And this make no sense as well.

Let's say person with DSD is 3rd sex (which is not true). So what?

You was born with XY male, lived 40 years as XY male, all your body is completely male. How existing of XY female who was born like that proves that you can become female too after 40 years? XY female not changed her sex, she was born this way, and never was XY male. So what this argument have to do with you or with possibility of sex change? Even if there will be 100 different sexes, how that makes anyone able to change sex, if all cases are inmutable during life?

Anyway, trans identified people with a DSD are very rare.

By reports there 0.6% of population are trans. While only 0.2% of population are people with DSD, and only 0.05% of them have ambigious genitals, and only 0.02% have ambigious chromosomes. This means that there are 30 times more trans people than people with DSD.

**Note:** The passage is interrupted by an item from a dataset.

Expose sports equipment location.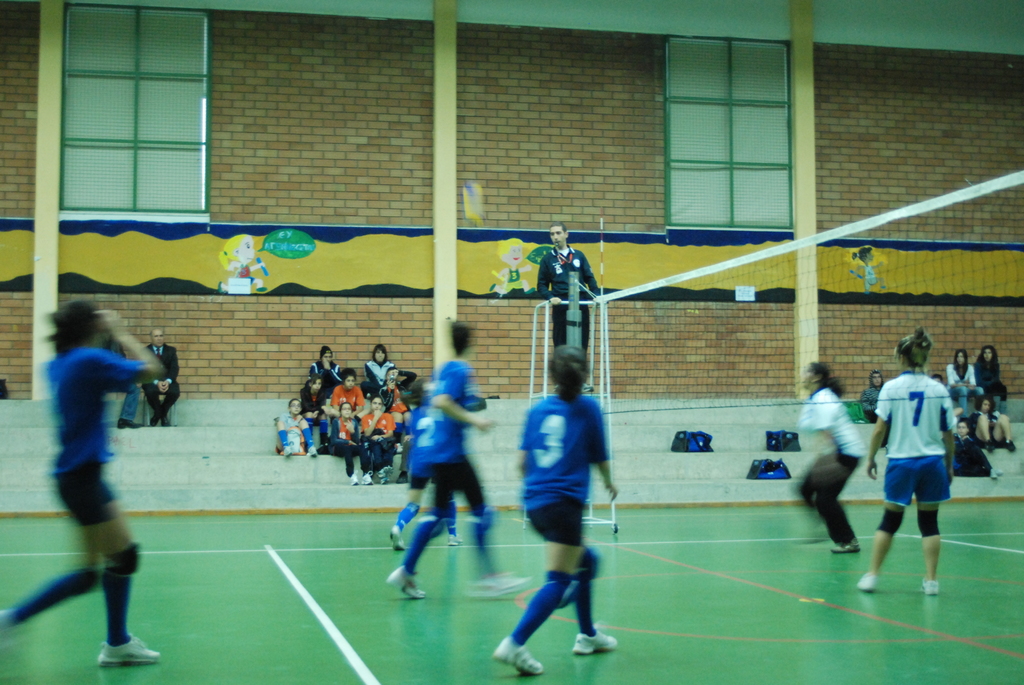
Exposed at 579:628:621:659.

Transes rhetorics about "sex is a spectrum" is VERY harmful to intersex youth. And it may push them to transition or surgeries. They are called "less females" or "less males" on a scale - and it creates a lot of stress on parents, kids themselves and their attending doctors. Being perceived by others and especially by themselves as incomplete or "lesser" will lead kid to think that they are abnormal, and majority of people are aiming to be normal, so that can lead to IGM, parents being nervous and kids wanting to "I will better be transman and real man by this ideology than incomplete lesser woman". This argument is supported by recent statistics of WPATH (they are liers, thought, and hate intersex people really much, so take this data with grain of salt) and few other trans organisations - there is increased number of trans or non-binary among people with DSD, while older than 25 people with DSD almost never trans, and if they are trans - it was in almost every single case mistreatment by doctors in 70s-80s and forced IGM with transition, when this phenomena was not studied as well as it is now.

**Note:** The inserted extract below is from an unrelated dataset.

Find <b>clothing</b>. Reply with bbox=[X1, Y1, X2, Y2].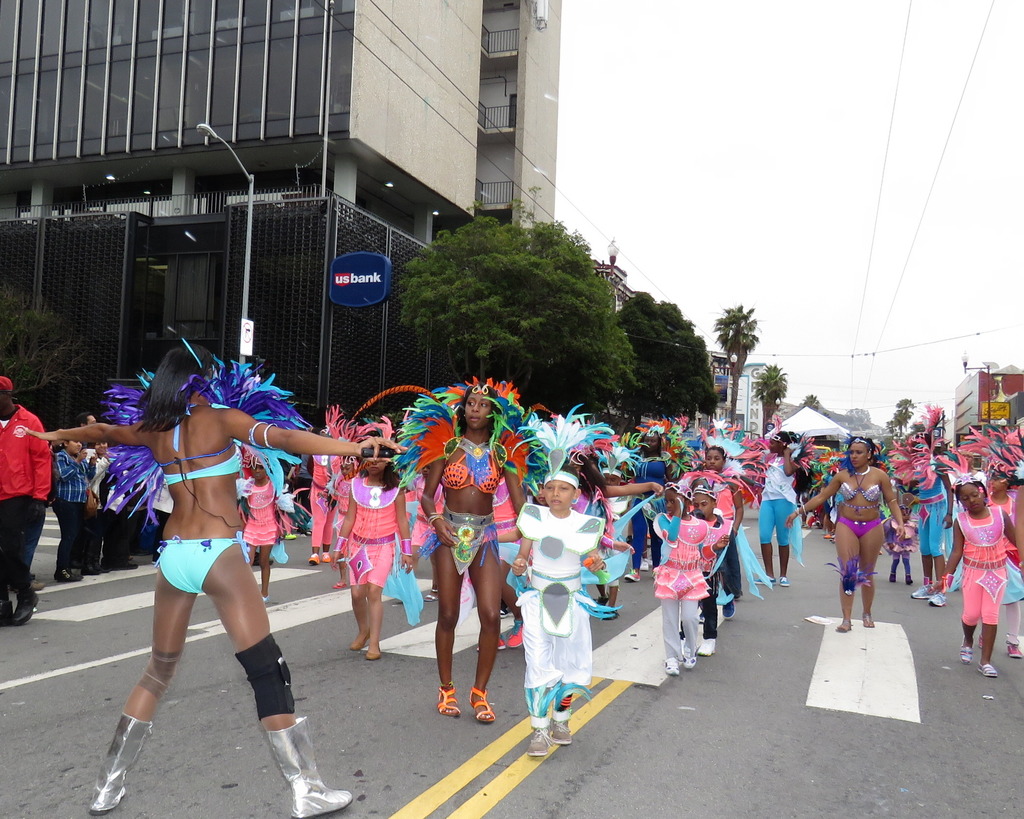
bbox=[235, 479, 280, 552].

[–]BiologyIsReal 10 insightful - 1 fun10 insightful - 0 fun11 insightful - 1 fun -  (2 children)

When do they ever make sense?

There is a very significant contrast between contrast between the intersex advocates who want to prevent unnecessary surgeries and that kids have access to accurate information about their conditions and the transactivists who are pushing kids towards "medical transition" and gaslight them when talking about biology. Transactivism certainly isn't helpful to intersex youth, quite the contrary. And it doesn't help that intersex are often lumped within the LGBTQ+.

and only 0.02% have ambigious chromosomes.

I'm not sure what you're talking about here. Do you mean mutations like for example a X chromosome with an insertion of the SRY gen or a Y chromosome with the SRY gen deleted/mutated?

[–]VioletRemi 7 insightful - 4 fun7 insightful - 3 fun8 insightful - 4 fun -  (0 children)

Yeah, like XX with Sry or XY without, or CAIS cases.

And it doesn't help that intersex are often lumped within the LGBTQ+.

There was organisation for TQI+ specifically, and they recently had their big conferense, and they not mentioned "I" part even a single time. They gathered money as well, and spended those to fund stuff to TQ, nothing was spend on "I". They just lumping them together with themselves as useful tool. Same as when speaking "Anti-LGBT" and then only speaking about "T" part, the LGB there only lumped to look more solid and like it has something to do with everyone of us. Like you know, that "hard to get estrogen and face surgery for transitioning of transwomen, and we need taxpayer money to fund it" has anything to do with lesbian women like myself or gay men.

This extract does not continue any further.